Screening of ‘The Notebook’ today

By Aijaz Gul
July 08, 2017

Islamabad

Director: Janos Szasz

Mandwa Film Club of Lok Virsa has selected 2013 European co production ‘The Notebook’ for screening today (Saturday, at 6 p.m.

Hungary has made several distinguished films on World War-II. This is largely because Hungary is gone through the brutality of war and how everything was destroyed in bits and pieces. Even after 70 years today, the wounds and the memories still bleed. Books are being written to recall the horrors of war.

Based on the bestselling novel of Agota Kristof, ‘The Notebook’ begins when the World War is about to end. We are still at war. A mother takes her 13 year old twin sons from the city to countryside to her alcoholic, mean, selfish and abusive mother for protection, if not for better life.

The boys want to stay with the mother and the scene where the mother leaves and the two boys run after her is touching. The mother has left the children for protection. The irony begins when children are not protected but tortured and punished by the grandmother, known in the village as the witch for her friendly behaviour and courtesy. The boys must learn to live on their own. We get to see the powerful and honest insight into the world where people kill each other and those who survive (the two brothers) must learn from the evil around them.

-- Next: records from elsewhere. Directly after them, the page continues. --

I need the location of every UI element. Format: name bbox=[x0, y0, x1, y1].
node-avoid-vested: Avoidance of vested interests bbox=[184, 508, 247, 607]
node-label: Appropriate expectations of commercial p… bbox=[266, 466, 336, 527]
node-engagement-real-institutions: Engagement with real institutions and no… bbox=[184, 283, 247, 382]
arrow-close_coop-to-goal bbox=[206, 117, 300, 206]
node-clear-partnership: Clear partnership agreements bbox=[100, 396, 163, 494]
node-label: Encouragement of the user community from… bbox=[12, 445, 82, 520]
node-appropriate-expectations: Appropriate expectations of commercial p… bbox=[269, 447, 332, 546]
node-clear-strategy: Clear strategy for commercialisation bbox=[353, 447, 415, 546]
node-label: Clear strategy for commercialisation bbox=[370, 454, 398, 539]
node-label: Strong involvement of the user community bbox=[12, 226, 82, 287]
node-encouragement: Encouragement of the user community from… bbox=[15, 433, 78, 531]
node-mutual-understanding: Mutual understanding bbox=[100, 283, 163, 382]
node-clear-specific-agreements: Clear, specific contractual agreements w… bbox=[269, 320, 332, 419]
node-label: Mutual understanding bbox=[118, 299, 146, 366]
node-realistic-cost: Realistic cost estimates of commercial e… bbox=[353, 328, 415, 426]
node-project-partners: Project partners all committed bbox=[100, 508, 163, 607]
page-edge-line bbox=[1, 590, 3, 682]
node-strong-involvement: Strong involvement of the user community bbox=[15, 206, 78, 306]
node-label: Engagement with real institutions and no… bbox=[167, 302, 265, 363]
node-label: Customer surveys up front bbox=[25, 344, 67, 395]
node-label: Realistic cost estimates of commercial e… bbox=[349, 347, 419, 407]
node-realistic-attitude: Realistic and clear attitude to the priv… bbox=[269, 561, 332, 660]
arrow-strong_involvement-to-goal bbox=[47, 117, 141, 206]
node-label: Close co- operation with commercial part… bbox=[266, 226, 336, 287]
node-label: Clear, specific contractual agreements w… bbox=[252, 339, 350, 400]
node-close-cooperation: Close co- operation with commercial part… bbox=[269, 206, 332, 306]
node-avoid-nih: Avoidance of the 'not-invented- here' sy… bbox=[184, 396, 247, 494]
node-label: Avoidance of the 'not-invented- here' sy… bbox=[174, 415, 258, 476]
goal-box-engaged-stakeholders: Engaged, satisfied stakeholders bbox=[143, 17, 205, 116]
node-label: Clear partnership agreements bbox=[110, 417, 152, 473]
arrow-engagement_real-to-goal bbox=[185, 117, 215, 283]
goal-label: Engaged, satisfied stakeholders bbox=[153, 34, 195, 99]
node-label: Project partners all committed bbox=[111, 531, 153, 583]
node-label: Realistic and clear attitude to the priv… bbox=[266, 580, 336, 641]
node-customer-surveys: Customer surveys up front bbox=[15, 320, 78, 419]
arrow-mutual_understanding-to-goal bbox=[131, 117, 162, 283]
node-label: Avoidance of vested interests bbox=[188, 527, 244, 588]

Germany has occupied Hungary and the war is all around the country.  The boys are never allowed to enjoy their childhood by the old lady who hardly allows them the comfort inside her rundown house. The boys learn to live on their own, facing not only the harsh weather (and still harsher grandmother) but also hunger and cruelty. They begin to reject the moral code and learn from the cruel world. All what they see and feel is jolted down in a notebook. The war shapes them into what they become and what they become is now in the notebook. In this disgraceful world, the basic instinct is the only thing left behind.

The Notebook won several international awards and was official nomination from Hungary for Best Foreign Film Academy Award (Oscar). Critics have appreciated the grotesque presentation of horrors seen through eyes of childhood innocence where the grandmother would make sure that boys go through hell at home. The device of writing hardships in the notebook would have been more suitable for a novel than film.